I’m getting a little anxious — my spider family is in a quiet phase right now. I have 6 breeding pairs of adults (well, Gwyneth ate her consort after mating, so 5½, and maybe bred pairs is the better term). I’m down to one egg sac — again, from Gwyneth, who is a sick Goth freak because she knitted an ugly, sloppy sac with the dead corpses of her prey imbedded in it, but it does have developing embryos inside it. She also littered the floor with decapitated fly heads. Gwyneth scares me sometimes.
But otherwise, I’m just waiting for them to produce more. My goal is to have a steady reliable output of eggs, and these little hiatuses are nerve wracking, but also understandable, since the colony is so small yet.
I do have a lot of tiny little juveniles coming up, at least. They’re getting a little overwhelming — these are my spider-children, in these little vials I picked up at JoAnn Fabrics (they’re intended for storing and sorting beads, but I have perverted them to my own wicked ends.) Thirty vials, thirty hungry little babies.

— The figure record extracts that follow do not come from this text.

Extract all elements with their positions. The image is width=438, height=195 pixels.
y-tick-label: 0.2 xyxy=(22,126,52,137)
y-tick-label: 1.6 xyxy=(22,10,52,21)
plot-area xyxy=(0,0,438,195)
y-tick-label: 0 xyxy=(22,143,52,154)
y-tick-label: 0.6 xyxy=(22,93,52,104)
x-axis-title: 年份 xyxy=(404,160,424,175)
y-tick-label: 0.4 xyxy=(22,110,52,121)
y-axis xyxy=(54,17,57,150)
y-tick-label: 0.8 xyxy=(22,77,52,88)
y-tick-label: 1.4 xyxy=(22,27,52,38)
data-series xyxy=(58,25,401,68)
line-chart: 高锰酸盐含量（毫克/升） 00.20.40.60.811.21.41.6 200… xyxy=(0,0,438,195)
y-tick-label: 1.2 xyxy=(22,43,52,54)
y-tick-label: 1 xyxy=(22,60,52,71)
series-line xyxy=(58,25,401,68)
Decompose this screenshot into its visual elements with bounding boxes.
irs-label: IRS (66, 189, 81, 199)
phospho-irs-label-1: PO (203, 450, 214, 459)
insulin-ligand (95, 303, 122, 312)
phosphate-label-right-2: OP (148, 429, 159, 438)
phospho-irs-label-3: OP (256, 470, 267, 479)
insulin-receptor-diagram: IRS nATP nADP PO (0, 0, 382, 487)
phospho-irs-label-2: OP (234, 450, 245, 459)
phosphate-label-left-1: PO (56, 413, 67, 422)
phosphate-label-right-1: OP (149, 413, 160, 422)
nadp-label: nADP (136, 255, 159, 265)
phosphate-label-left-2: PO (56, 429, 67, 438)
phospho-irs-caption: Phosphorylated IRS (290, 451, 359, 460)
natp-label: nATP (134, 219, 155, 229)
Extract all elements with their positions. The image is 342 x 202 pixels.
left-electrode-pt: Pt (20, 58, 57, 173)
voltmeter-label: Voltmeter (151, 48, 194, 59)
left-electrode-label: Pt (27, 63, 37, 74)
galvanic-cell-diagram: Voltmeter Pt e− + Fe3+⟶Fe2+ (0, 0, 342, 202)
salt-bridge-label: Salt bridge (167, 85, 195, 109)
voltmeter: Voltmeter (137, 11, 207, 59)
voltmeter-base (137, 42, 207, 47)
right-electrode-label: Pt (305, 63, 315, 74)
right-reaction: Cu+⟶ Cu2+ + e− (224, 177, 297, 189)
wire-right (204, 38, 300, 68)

I have to go in every couple of days and tend to them. Put one or two flies in each vial (I made a little fly-shaker out of an Eppendorf tube — it’s like a salt shaker, only when you shake it flies come out), give ’em a spritz of water from an atomizer, and agonize over their health and predatory instincts. As they get big enough, I move them to an adult-sized tube, and when I’m confident of their sexual maturity, I’ll pair them up.

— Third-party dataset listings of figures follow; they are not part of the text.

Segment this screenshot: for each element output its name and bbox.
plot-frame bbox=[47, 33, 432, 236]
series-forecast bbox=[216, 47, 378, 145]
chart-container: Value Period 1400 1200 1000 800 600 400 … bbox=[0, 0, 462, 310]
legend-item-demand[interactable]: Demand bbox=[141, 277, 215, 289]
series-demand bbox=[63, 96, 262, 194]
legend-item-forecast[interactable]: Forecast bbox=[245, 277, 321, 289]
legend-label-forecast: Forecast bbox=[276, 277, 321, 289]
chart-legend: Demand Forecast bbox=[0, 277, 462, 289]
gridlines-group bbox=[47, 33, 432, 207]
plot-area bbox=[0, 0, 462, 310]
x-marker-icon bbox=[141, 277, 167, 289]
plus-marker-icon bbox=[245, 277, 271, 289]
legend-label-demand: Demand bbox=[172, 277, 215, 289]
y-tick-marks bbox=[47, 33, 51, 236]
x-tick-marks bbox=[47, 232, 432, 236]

But right now it’s a waiting game with placid little beasties (except for Gwyneth) quietly tending to their webs, nibbling on flies and crickets, making me fret over when they’re going to spawn again.
By the way, over half the vials I’m cultivating contain Gwyneth’s progeny — she’s a fecund little monster. I’ll be interested to see if her distinctive behaviors carry on into the next generation. I’m planning on doing some inbreeding of her offspring to see if I can get a brood of savage spider mothers.
ardipithecus says
Just in case you are planning to invade with your spider army, I want you to know that I have stiletto heels. They are the perfectweapon, worn or swung like a club, to take out the officers, while leaving the leaderless troops to wander aimlessly eating the bad bugs in my garden.
PZ Myers says
You only have two of them. I think your heels will be outnumbered.
komarov says
Oh, I see you have sealed the vials with … foam. I’m sure the budding army has not tested the strength of their confinement, nor have they found they can break out any time they want or elected to bide their time until, with strength in numbers, they overwhelm you. Overwhelm us all. So everything is perfectly fine.
Let me just check … ah, the Atlantic’s still where it’s supposed to be, good.
Re: ardipithecus (#1):
Precision weaponry is all very well, but surely prudence demands you keep something larger handy handy just in case? Boots of mass stomping may be called for before this is over.
jrkrideau says
Ah, no spider pictures.
I found a spider in my kitchen this morning. Quite a cute little thing.
WhiteHatLurker says
I’m planning on doing some inbreeding of her offspring to see if I can get a brood of savage spider mothers.
Just so you can have Incestuous Cannibals?
Woah, rock band name. I got dibs on it. Lemme learn the saxophone and I’ll use it.
PaulBC says
Yikes. Isn’t this what Renfield did in Dracula? I caught this without any context, so I will assume there is a good scientific reason for it. If you start collecting birds, I may withdraw the benefit of the doubt.